Morocco’s Civility Crisis Threatens World Cup Dreams

– bySylvanus · 2 min read
Morocco's Civility Crisis Threatens World Cup Dreams

If there is a challenge that Morocco must meet before hosting the Africa Cup of Nations (CAN 2025) and the 2030 World Cup with Spain and Portugal, it is certainly the banishment of incivility, a daily scourge. A survey conducted in May reveals that the phenomenon has spread throughout the kingdom.

According to a survey by the Moroccan Center for Citizenship (CMC) conducted among a thousand people, 70% of respondents warn about the harassment of women, while 60% are alarmed by violations of the Highway Code. Only 3% of Moroccans believe that the level of civility in public spaces is high. "We live in anarchy. There is no respect. If there were, all this wouldn’t exist," laments Nawal, who lives a few meters away, with her two children, in an apartment just above a bar. And she adds: "At night, there are fights, people urinate in the street. It’s honking all the time. What can you expect from the new generation growing up in this environment?"

The majority of respondents also denounce the lack of cleanliness. "People throw their cigarette butts, fruit peels, packaging. They throw and I pick up. I can’t do otherwise. I’m a caretaker. Originally, my job is just to watch the door," laments Mohammed, the caretaker of a 1930s building, to RFI. But Mohammed is forced to do the cleaning as well. A situation he lives with difficulty: "I suffer, I’m tired. It’s not normal, it’s a shame, frankly."

Moroccan media have widely addressed the issue: its causes and the measures that would improve the situation. According to them, if nothing is done, it is Morocco’s "soft power" that risks being hampered during the CAN 2025 and the 2030 World Cup.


[TASK OBJECTIVE] Would you please write out each of the entries below exactly, omitting pictures?

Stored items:

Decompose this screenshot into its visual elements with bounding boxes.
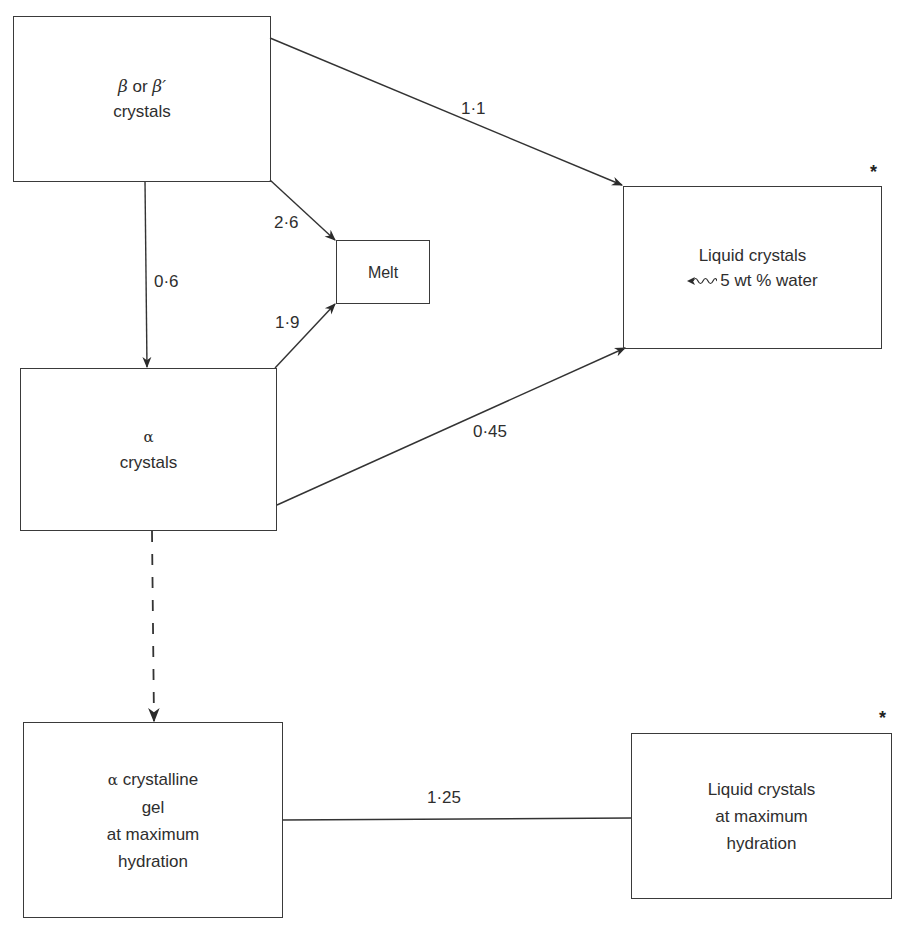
hydration-text: hydration <box>708 830 816 857</box>
crystalline-text: crystalline <box>118 770 198 789</box>
at-maximum-text: at maximum <box>708 803 816 830</box>
node-liquid-crystals-max-hydration: Liquid crystals at maximum hydration <box>631 733 892 899</box>
edge-label-gel-to-liquid-max: 1·25 <box>427 788 461 808</box>
node-alpha-crystals: α crystals <box>20 368 277 531</box>
node-liquid-crystals-max-hydration-label: Liquid crystals at maximum hydration <box>708 776 816 857</box>
node-melt-label: Melt <box>368 260 398 285</box>
edge-gel-to-liquid-crystals-max <box>282 818 632 820</box>
asterisk-marker: * <box>879 708 886 729</box>
node-alpha-crystals-label: α crystals <box>120 425 178 475</box>
liquid-crystals-text: Liquid crystals <box>687 243 817 268</box>
node-alpha-gel-label: α crystalline gel at maximum hydration <box>107 766 200 875</box>
node-liquid-crystals-low-water: Liquid crystals 5 wt % water <box>623 186 882 349</box>
node-beta-crystals: β or β′ crystals <box>13 16 271 182</box>
asterisk-marker: * <box>870 162 877 183</box>
edge-label-beta-to-alpha: 0·6 <box>154 272 179 292</box>
node-melt: Melt <box>336 240 430 304</box>
beta-crystals-text: crystals <box>113 99 171 124</box>
at-maximum-text: at maximum <box>107 821 200 848</box>
alpha-symbol: α <box>120 425 178 450</box>
edge-beta-to-alpha <box>145 181 147 367</box>
phase-diagram: β or β′ crystals Melt Liquid crystals 5 … <box>0 0 908 925</box>
node-beta-crystals-label: β or β′ crystals <box>113 74 171 124</box>
edge-alpha-to-liquid-crystals <box>277 348 625 505</box>
hydration-text: hydration <box>107 848 200 875</box>
or-text: or <box>128 77 153 96</box>
edge-alpha-to-gel-dashed <box>152 531 154 721</box>
edge-beta-to-liquid-crystals <box>270 38 622 185</box>
alpha-crystals-text: crystals <box>120 450 178 475</box>
edge-label-alpha-to-melt: 1·9 <box>275 313 300 333</box>
edge-label-beta-to-liquid: 1·1 <box>461 99 486 119</box>
edge-label-alpha-to-liquid: 0·45 <box>473 422 507 442</box>
node-alpha-gel: α crystalline gel at maximum hydration <box>23 722 283 918</box>
edge-label-beta-to-melt: 2·6 <box>274 213 299 233</box>
node-liquid-crystals-low-water-label: Liquid crystals 5 wt % water <box>687 243 817 293</box>
liquid-crystals-text: Liquid crystals <box>708 776 816 803</box>
gel-text: gel <box>107 794 200 821</box>
alpha-symbol: α <box>108 771 118 789</box>
wavy-arrow-icon <box>687 275 717 287</box>
water-content-text: 5 wt % water <box>720 271 817 290</box>
beta-prime-symbol: β′ <box>152 76 166 96</box>
beta-symbol: β <box>118 76 128 96</box>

[SOLUTION TO THIS TASK]
Decompose this screenshot into its visual elements with bounding boxes.
hydration-text: hydration <box>708 830 816 857</box>
crystalline-text: crystalline <box>118 770 198 789</box>
at-maximum-text: at maximum <box>708 803 816 830</box>
node-liquid-crystals-max-hydration: Liquid crystals at maximum hydration <box>631 733 892 899</box>
edge-label-gel-to-liquid-max: 1·25 <box>427 788 461 808</box>
node-alpha-crystals: α crystals <box>20 368 277 531</box>
node-liquid-crystals-max-hydration-label: Liquid crystals at maximum hydration <box>708 776 816 857</box>
node-melt-label: Melt <box>368 260 398 285</box>
edge-gel-to-liquid-crystals-max <box>282 818 632 820</box>
asterisk-marker: * <box>879 708 886 729</box>
node-alpha-crystals-label: α crystals <box>120 425 178 475</box>
liquid-crystals-text: Liquid crystals <box>687 243 817 268</box>
node-alpha-gel-label: α crystalline gel at maximum hydration <box>107 766 200 875</box>
node-liquid-crystals-low-water: Liquid crystals 5 wt % water <box>623 186 882 349</box>
node-beta-crystals: β or β′ crystals <box>13 16 271 182</box>
asterisk-marker: * <box>870 162 877 183</box>
edge-label-beta-to-alpha: 0·6 <box>154 272 179 292</box>
node-melt: Melt <box>336 240 430 304</box>
beta-crystals-text: crystals <box>113 99 171 124</box>
at-maximum-text: at maximum <box>107 821 200 848</box>
alpha-symbol: α <box>120 425 178 450</box>
edge-beta-to-alpha <box>145 181 147 367</box>
phase-diagram: β or β′ crystals Melt Liquid crystals 5 … <box>0 0 908 925</box>
node-beta-crystals-label: β or β′ crystals <box>113 74 171 124</box>
edge-alpha-to-liquid-crystals <box>277 348 625 505</box>
hydration-text: hydration <box>107 848 200 875</box>
or-text: or <box>128 77 153 96</box>
edge-alpha-to-gel-dashed <box>152 531 154 721</box>
edge-beta-to-liquid-crystals <box>270 38 622 185</box>
alpha-crystals-text: crystals <box>120 450 178 475</box>
edge-label-alpha-to-melt: 1·9 <box>275 313 300 333</box>
edge-label-beta-to-liquid: 1·1 <box>461 99 486 119</box>
edge-label-alpha-to-liquid: 0·45 <box>473 422 507 442</box>
node-alpha-gel: α crystalline gel at maximum hydration <box>23 722 283 918</box>
edge-label-beta-to-melt: 2·6 <box>274 213 299 233</box>
node-liquid-crystals-low-water-label: Liquid crystals 5 wt % water <box>687 243 817 293</box>
liquid-crystals-text: Liquid crystals <box>708 776 816 803</box>
gel-text: gel <box>107 794 200 821</box>
alpha-symbol: α <box>108 771 118 789</box>
wavy-arrow-icon <box>687 275 717 287</box>
water-content-text: 5 wt % water <box>720 271 817 290</box>
beta-prime-symbol: β′ <box>152 76 166 96</box>
beta-symbol: β <box>118 76 128 96</box>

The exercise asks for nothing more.